Parks Canada Banner
Parks Canada Home

Canadian Historic Sites: Occasional Papers in Archaeology and History No. 17



The Halifax Citadel, 1825-60: A Narrative and Structural History

by John Joseph Greenough

Appendix B: The Trace

The evolution of the trace can be divided into three periods. In the first, Colonel Nicolls formulated his initial design and, after some experience with the construction, altered parts of it. In the second, Colonels Boteler and Jones and Captain Peake re-designed much of the work, and after a lengthy and complicated series of events, succeeded in settling the general outline of the fort as it now stands. In the third period, Colonels Calder and Savage made suggestions to improve the design still further, and succeeded in making many alterations.

Nicolls's original design was for a fort in which the opposite fronts were identical. There were four demi-bastions of the same dimensions; two curtains (east and west) and four ravelins, one opposite each front. The whole was surrounded by a ditch bounded by a counterscarp and by a gallery containing casemates of reverse fire, opposite the four bastion salients. Countermines were placed at regular intervals along the gallery.

The interior of the fort, because of its shape, was cramped. A large portion of the available space was to be taken up by two cavaliers and the powder magazine. The latter, a survival from the previous fort, was located at the southern end of the east curtain. The two cavaliers were both to be in the north end of the fort. They were to be of identical size, each containing seven two-storey casemates, and were to face west and north.

Beneath the ramparts, Nicolls placed 16 casemates of defence in pairs, two flanking each of the ravelin ditches. These were intended primarily for defensive purposes, although they could also be used for accommodation and storage.

The western ditch was flanked by a caponier which led from the west curtain to the guardhouse in the gorge of the ravelin opposite. This ravelin was flanked by two rudimentary places d'armes, one above each counterscarp re-entrant.

Nicolls proposed three major alterations to this basic scheme. On a suggestion from the Assistant Inspector General of Fortifications, he rearranged the cavaliers, placing three of the casemates intended for the north cavalier in the south end of the fort, and leaving the remaining four in their original location. He altered the trace of the northern front slightly to allow the inclusion of an old well within the bounds of the fort. This was the origin of the asymmetrical shape of that front and the off-centre reentrant angle of both the front and the ravelin opposite.

Nicolls's most radical alteration was his proposal for a redan on the eastern front. This was also at least partly out of consideration of the water supply, since it allowed yet another old well to be included in the body of the fort.

The disasters of the early 1830s led to a re-examination of the whole design. When the controversy was finally settled in 1838, fundamental changes had been made. The north and south cavaliers, the caponier and the places d'armes were all discarded. The counterscarp gallery and the ravelin guardhouses were redesigned. The casemates of reverse fire were abandoned and only half the countermines (those on the north and west fronts) were retained. The old magazine was judged unfit, owing to its location and height, and replacement magazines were designed for the gorges of the western bastions.

The most fundamental change was the introduction of dwelling casemates. Of Nicolls's original 16 casemates of defence, 4 had disappeared with the introduction of the redan. To the 12 remaining were added another 26, including 12 two-storey dwelling casemates in the redan. The west cavalier was retained, but was slightly re-designed to include cooking casemates at each end.

After 1838 there were no essential alterations to the shape of the fort. In 1843 Colonel Calder added a number of features, including 19 casemates, storage cellars (under the redan), the magazine porches and the rooms over the cavalier cooking casemates. He also redesigned the roofs of the magazines and ravelin guardhouses.

In a later estimate (1846) Calder attempted to provide for the services needed for the proper functioning of the fort, including tanks and drains for the water supply, lightning conductors for the magazines, and flagging for the magazine areas. These proposals were, in the end, all altered to meet changing conditions. The whole of the water supply system, for example, was changed several times before the final version, a complicated system of drains and storage tanks, was installed in the early 1850s.

Calder's final contribution to the site was a major re-designing of the west ravelin, which, because of earlier collapses, had to be rebuilt. At this time (1846) the final form of all three ravelins was settled. The guardhouse ditch was the most important addition Calder made to the two existing ravelins.

After 1850, all changes were made in response to the needs of the moment. The final version of the cavalier roof and chimneys, for example, was arrived at in a desperate attempt to keep the barrack space in the building dry.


→ **Prompt**
Filter this material down to the lines that hold "pollution", copying each one.

→ **Material shown**

—————

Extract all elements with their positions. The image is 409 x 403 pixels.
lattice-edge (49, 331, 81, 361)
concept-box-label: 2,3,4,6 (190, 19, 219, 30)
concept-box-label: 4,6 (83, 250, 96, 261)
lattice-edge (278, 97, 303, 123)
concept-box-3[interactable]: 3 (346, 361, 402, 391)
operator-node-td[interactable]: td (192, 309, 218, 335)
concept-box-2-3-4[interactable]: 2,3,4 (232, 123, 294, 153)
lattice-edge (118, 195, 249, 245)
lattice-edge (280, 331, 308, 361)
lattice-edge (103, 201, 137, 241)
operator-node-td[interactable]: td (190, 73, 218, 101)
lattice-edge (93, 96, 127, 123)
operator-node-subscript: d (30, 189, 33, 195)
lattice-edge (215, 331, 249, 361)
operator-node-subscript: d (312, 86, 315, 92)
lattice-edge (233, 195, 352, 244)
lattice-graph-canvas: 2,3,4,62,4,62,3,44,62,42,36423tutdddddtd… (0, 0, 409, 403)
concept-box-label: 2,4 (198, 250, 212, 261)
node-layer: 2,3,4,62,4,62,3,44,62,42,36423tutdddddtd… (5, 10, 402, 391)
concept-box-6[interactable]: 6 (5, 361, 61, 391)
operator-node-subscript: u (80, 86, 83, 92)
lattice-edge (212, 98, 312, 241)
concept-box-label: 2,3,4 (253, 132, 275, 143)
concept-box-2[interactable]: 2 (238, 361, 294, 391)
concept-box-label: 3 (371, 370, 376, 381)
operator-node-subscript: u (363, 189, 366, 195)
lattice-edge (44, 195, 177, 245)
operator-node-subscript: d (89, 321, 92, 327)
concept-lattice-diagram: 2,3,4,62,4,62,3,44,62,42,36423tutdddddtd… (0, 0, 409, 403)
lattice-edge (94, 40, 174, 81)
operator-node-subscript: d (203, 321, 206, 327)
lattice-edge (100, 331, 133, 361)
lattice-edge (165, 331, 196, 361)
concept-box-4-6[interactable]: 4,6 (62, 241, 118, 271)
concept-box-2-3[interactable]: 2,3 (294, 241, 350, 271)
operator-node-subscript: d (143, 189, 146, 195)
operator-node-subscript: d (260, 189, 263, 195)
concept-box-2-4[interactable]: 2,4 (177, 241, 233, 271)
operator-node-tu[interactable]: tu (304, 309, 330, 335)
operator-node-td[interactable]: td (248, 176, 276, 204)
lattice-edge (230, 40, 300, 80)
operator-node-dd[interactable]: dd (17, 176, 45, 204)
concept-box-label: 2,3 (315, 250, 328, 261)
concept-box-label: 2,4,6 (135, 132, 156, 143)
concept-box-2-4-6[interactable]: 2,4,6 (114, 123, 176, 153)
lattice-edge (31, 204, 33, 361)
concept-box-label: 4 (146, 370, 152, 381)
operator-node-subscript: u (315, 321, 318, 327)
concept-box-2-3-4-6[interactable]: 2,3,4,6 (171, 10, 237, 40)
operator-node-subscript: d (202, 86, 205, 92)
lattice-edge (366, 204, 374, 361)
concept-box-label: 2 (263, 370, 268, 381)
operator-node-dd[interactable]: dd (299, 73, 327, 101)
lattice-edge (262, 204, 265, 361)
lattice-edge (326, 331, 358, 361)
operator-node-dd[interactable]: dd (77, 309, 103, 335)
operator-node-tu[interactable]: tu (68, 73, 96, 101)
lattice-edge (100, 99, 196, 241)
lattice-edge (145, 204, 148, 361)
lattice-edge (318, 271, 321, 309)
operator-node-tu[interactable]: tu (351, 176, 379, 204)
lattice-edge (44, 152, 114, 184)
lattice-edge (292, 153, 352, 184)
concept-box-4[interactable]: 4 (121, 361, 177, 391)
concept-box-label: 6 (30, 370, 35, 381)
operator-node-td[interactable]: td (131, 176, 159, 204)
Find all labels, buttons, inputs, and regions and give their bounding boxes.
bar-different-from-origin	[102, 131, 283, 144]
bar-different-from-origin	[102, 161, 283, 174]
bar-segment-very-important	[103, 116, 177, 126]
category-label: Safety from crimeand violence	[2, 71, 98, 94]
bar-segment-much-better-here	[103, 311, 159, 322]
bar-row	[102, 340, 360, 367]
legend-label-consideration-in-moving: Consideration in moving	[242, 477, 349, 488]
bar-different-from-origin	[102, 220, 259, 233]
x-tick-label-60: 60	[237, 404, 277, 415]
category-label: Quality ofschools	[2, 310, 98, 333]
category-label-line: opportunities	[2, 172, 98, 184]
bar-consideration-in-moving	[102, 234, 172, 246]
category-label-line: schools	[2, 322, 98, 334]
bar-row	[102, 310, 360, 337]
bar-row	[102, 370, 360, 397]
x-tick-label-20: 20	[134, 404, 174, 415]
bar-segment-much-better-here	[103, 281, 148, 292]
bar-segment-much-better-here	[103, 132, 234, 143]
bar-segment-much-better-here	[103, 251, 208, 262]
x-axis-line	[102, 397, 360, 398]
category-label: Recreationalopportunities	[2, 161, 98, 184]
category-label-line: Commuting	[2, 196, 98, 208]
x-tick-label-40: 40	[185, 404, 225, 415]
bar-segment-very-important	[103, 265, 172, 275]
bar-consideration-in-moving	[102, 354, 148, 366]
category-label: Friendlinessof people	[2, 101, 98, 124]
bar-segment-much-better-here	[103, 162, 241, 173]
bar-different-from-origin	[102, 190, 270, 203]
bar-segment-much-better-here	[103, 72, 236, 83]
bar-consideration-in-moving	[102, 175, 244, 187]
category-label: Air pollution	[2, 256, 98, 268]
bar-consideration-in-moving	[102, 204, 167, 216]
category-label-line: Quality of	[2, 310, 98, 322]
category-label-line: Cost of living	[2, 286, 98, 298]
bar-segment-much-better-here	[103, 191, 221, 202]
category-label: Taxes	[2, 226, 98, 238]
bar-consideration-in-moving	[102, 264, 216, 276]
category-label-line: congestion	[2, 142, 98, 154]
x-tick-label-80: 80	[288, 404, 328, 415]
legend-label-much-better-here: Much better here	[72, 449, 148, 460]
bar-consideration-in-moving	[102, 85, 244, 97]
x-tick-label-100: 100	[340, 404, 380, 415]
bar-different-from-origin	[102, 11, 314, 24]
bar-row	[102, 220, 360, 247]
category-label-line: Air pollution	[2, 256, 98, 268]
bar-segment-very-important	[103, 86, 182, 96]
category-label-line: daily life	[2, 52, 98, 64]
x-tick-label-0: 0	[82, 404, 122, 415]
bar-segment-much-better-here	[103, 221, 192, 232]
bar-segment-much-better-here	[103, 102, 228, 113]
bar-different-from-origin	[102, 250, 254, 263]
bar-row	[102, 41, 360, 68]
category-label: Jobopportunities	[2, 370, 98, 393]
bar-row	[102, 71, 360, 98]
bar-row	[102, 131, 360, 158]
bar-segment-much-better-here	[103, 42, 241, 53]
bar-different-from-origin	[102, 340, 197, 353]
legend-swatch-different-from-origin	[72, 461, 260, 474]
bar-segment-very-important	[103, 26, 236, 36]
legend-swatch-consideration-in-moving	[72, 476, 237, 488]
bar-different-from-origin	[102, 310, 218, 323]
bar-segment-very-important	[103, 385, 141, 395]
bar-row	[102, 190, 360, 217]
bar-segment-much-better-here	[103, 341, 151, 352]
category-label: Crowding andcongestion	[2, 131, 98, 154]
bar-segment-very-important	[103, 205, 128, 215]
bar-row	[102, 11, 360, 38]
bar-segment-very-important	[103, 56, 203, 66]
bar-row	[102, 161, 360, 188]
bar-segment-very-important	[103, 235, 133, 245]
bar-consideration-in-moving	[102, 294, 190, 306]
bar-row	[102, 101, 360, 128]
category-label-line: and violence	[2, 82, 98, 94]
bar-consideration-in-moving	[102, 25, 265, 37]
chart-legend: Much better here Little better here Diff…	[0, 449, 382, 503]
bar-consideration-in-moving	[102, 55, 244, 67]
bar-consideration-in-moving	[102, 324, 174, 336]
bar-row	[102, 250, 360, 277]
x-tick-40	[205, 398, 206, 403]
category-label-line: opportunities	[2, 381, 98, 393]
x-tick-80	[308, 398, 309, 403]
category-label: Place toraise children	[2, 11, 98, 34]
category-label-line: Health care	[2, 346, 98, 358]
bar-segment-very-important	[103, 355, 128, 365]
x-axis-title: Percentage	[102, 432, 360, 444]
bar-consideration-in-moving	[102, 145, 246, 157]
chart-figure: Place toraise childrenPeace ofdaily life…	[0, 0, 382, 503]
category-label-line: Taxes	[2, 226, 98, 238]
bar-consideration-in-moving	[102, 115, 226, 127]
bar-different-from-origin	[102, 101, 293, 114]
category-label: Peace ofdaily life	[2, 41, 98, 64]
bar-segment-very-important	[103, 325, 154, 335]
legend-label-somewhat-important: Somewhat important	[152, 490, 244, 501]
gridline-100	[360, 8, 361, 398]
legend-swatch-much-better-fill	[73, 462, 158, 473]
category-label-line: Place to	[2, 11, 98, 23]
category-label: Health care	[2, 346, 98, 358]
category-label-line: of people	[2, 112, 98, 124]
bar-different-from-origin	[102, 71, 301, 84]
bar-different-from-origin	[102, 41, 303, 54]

—————

→ **Task output**
category-label: Air pollution	[2, 256, 98, 268]
category-label-line: Air pollution	[2, 256, 98, 268]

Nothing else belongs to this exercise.